No significant circularity: PluraMath is an external benchmark construction and multi-model evaluation study with independent held-out scores.

full rationale

The paper constructs PluraMath by human-validated extension of the external PolyMath item pool to 18 underrepresented languages, then reports empirical accuracy of 27 third-party reasoning LLMs at four scales. Measured gaps and the association with instruction-following are outputs of independent model inference on held-out translated items; no parameter is fitted to a subset of PluraMath and then re-reported as a prediction, and no claimed first-principles quantity reduces by definition to an input equation. Citation of PolyMath (Wang et al., 2025) is ordinary dataset inheritance from non-overlapping authors and is not load-bearing for a uniqueness or derivation claim. The work is self-contained against external model benchmarks; residual concerns about translation equivalence affect correctness attribution, not circularity of the derivation chain.

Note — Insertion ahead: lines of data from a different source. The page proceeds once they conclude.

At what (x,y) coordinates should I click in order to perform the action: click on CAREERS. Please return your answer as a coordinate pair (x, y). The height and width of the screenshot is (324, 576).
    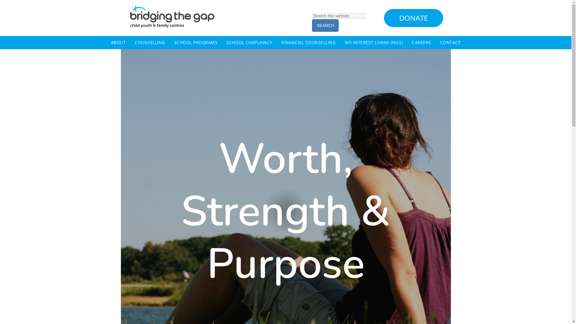
    Looking at the image, I should click on (421, 43).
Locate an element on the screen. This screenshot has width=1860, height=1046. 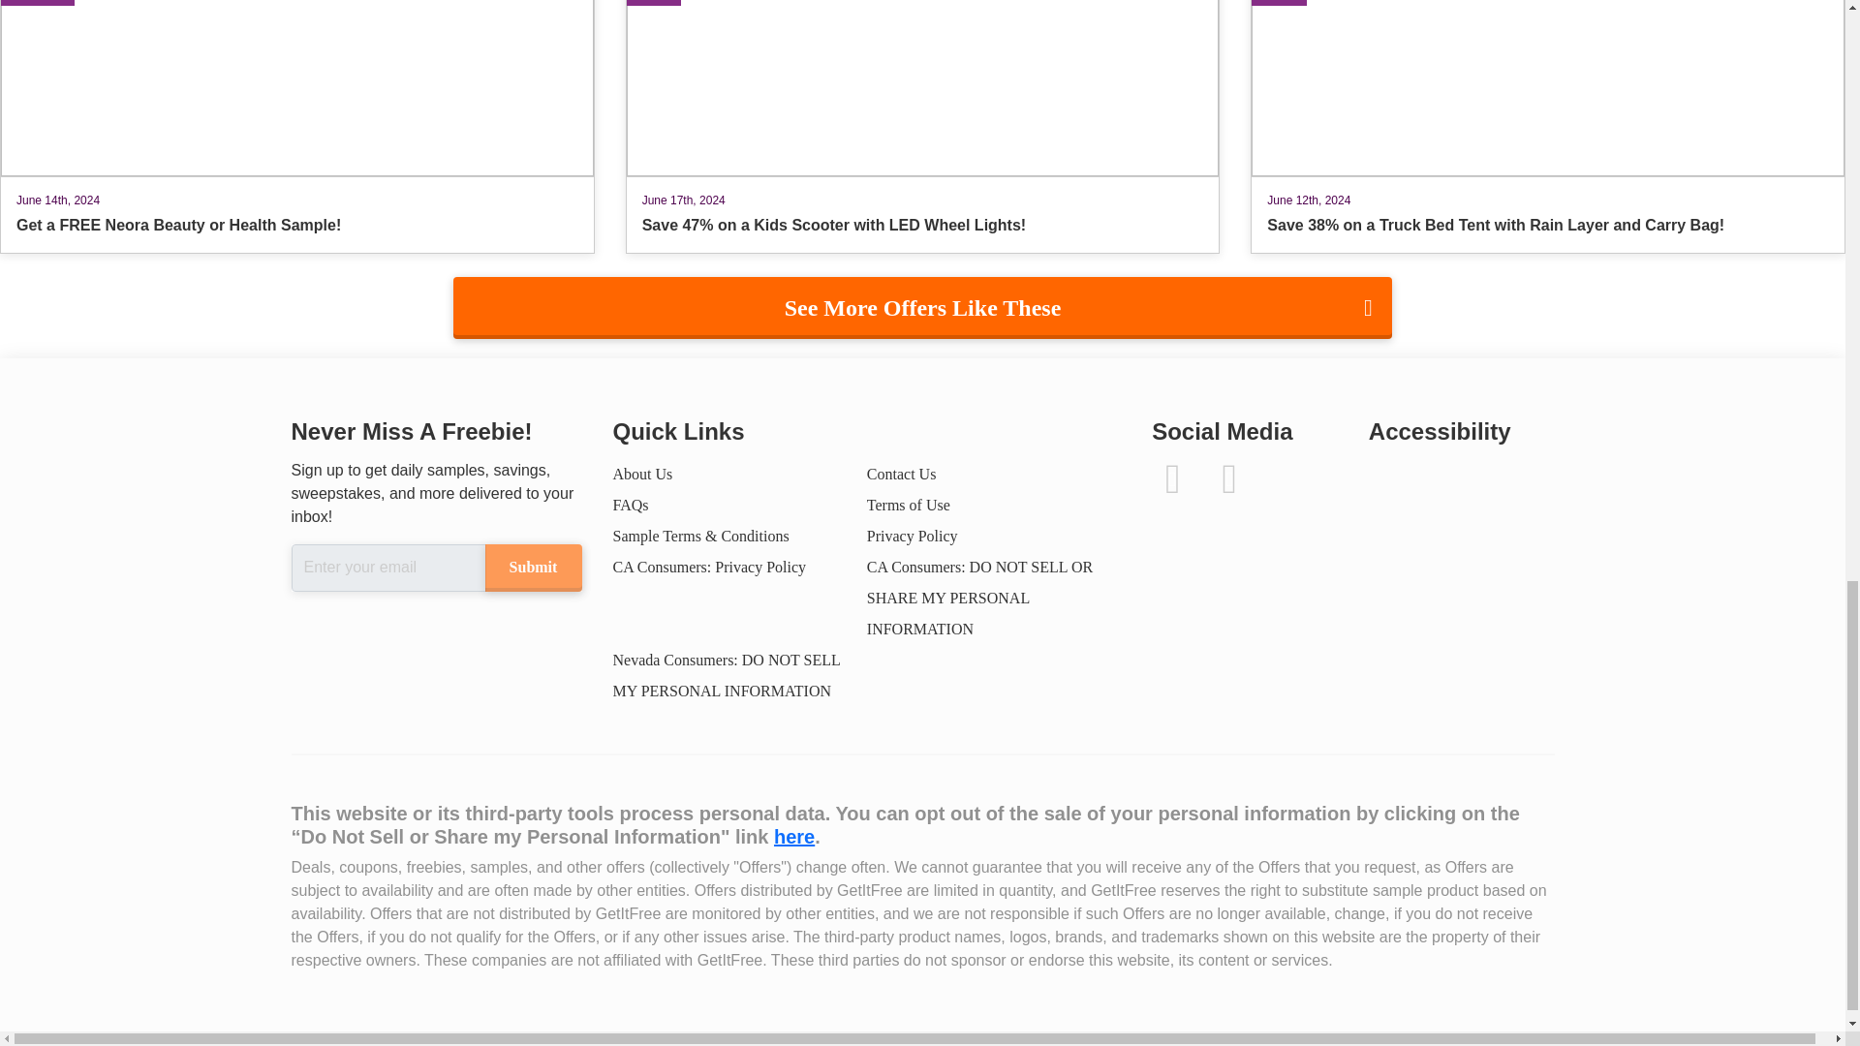
Nevada Consumers: DO NOT SELL MY PERSONAL INFORMATION is located at coordinates (726, 675).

Axiom & Free-Parameter Ledger

0 free parameters · 3 axioms · 0 invented entities

As a dataset-and-benchmark paper, PluraMath rests mainly on domain assumptions about translation fidelity and problem equivalence rather than free parameters or invented physical entities. No fitted constants drive the central gap claim. The ledger therefore records the background assumptions required for score differences to be interpreted as multilingual reasoning gaps.

axioms (3)
  • domain assumption Native-speaker validation of machine translations yields items whose mathematical content and difficulty are equivalent to the source PolyMath problems across all 18 target languages.
    Required for attributing performance differences to model capability rather than translation distortion; invoked by the human-curated pipeline description.
  • domain assumption The selected 18 languages and six families are representative enough of mid-to-extreme low-resource settings for the reported gap to generalize beyond the sample.
    Language sampling is a design choice that shapes how broadly the 'persistent gap' claim can be read.
  • domain assumption Standard automatic or exact-match grading of model answers remains valid after translation (answer formats and numerical/symbolic equivalence hold).
    Benchmark scores depend on reliable answer checking; any language-specific formatting drift would confound results.